I am trying to get Renoise to work on my MSI Wind with Windows XP installed. By itself it works okay, but Renoise won’t work in fullscreen mode and I miss the lower part of the screen. When I try to resize Renoise, ever so often the top part of the screen disappears and becomes impossible for me to reach, so I can’t even shut down the application anymore.
Does anyone have any experience with this? It’s a bummer, since I wanted to use Renoise to make simple beats int he train, but this way it won’t work…
1024768 is a common resolution, 1024600 is not a common resolution. There is no bug to fix if your screen resolution is smaller than the minimum requirement.
That’s a silly statement. All programs I installed on the Wind work just fine, albeit in a slightly lower resolution. There is nothing “uncommon” about 1024*600 and Renoise should work just fine. That it doesn’t means that there is a bug. Institutionalizing it as a “minimum requirement” doesn’t change that one iota.
vV’s statement isn’t silly at all. he made a valid point for why your low-profile notebook is not capable to run renoise properly. it simply is not compliant with the minimum hardware requirements of renoise.
it’s like saying “renoise doesn’t work on my DOS 6.1 OS, so it’s a bug, because everything else including windows 3.11 and norton commander works so great on it.”
a “bug” is defined by an unintentional behaviour of soft- or hardware.
the problem you’re experiencing with your laptop is a logical consequence of the developer’s graphical user interface design and programming.
the problem you are experiencing is intentional - a circumstance which is contradictory to the general perception and definition of a bug.
If you would have read the requirements, you would have known in advance that Renoise would not run well or perhaps not even at all on a device that offers a lower resolution. Simply just for that fact, your opinions do not give you any room to argument for improvement. You are allowed to express them though, nothing wrong with that.
If you need a tracker that supports a lower resolution, Milkytracker is the better advise to dig into.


▶ The problem:
Report every line from the material that contains the word "screenshot".
<<<<
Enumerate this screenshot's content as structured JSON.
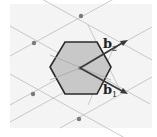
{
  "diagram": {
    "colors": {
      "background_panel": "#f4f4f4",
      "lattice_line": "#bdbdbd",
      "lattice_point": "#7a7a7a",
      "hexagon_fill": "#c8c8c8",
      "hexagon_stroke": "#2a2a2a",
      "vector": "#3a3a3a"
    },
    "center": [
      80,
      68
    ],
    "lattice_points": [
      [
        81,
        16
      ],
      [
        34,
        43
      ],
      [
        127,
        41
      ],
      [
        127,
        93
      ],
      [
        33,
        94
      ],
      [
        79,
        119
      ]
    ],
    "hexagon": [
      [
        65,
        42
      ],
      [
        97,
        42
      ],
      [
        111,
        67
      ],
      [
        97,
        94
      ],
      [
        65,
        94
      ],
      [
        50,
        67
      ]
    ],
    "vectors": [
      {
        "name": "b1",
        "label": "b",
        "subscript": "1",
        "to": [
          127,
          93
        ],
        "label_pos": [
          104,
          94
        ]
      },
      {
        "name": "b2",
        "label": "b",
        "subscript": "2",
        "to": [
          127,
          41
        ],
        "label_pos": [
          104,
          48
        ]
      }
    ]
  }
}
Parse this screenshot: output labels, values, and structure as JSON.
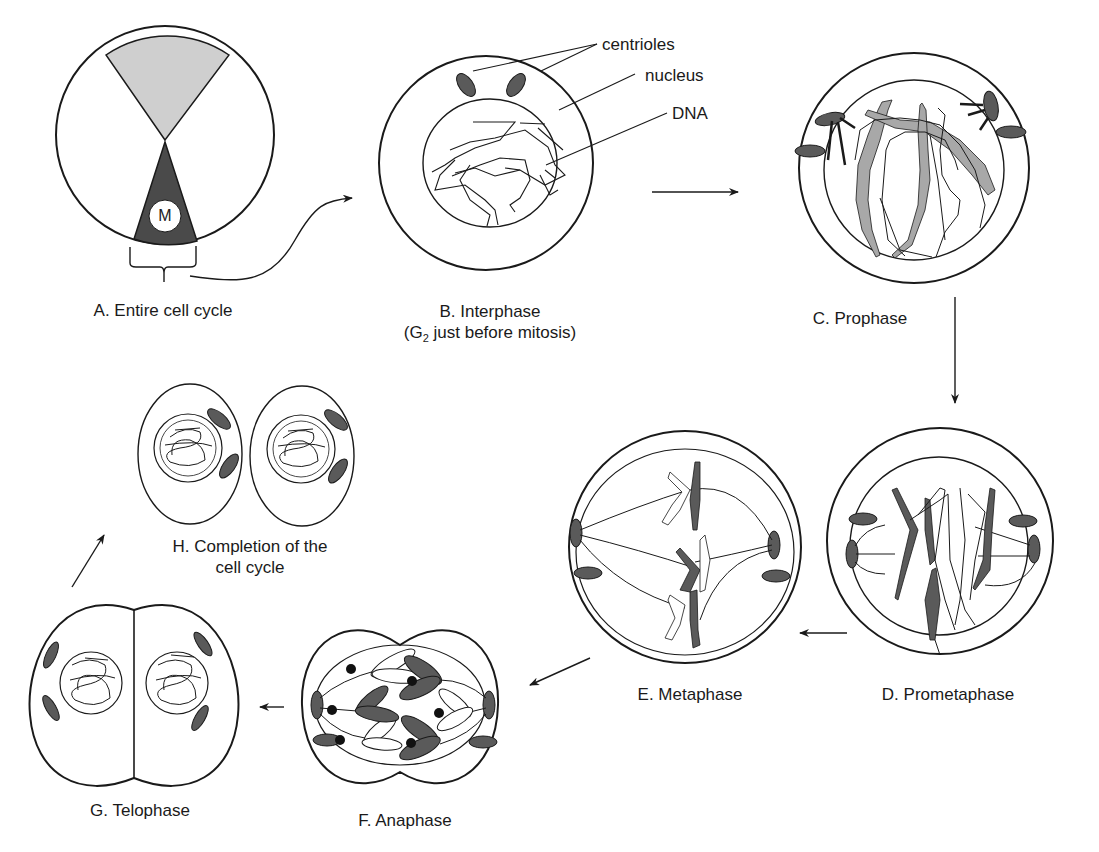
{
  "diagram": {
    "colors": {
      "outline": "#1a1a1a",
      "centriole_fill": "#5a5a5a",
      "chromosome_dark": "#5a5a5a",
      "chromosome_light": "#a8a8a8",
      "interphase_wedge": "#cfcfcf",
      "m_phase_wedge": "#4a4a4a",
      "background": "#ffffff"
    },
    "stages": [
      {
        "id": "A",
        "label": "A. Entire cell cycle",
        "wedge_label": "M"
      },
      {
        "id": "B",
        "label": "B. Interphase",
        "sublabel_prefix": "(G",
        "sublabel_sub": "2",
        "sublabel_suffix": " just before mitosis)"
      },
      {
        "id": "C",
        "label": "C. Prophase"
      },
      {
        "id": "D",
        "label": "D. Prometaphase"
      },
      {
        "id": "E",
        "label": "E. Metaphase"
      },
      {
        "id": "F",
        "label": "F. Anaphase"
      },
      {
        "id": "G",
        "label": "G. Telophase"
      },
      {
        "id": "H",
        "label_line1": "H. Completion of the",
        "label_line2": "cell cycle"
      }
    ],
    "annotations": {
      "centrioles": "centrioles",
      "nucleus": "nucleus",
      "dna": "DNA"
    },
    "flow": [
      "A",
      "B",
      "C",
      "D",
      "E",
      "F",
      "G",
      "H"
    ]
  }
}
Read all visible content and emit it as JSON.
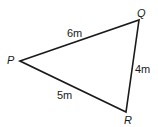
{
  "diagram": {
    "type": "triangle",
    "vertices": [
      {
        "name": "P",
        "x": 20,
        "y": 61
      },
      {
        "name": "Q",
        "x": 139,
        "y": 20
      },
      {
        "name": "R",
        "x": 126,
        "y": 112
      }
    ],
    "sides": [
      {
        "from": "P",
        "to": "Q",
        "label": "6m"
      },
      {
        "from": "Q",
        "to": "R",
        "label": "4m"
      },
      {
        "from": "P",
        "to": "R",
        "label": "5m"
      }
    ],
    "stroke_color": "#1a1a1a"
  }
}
>>>>
▶ Result:
Enumerate this screenshot's content as structured JSON.
Parse this screenshot: output labels, values, and structure as JSON.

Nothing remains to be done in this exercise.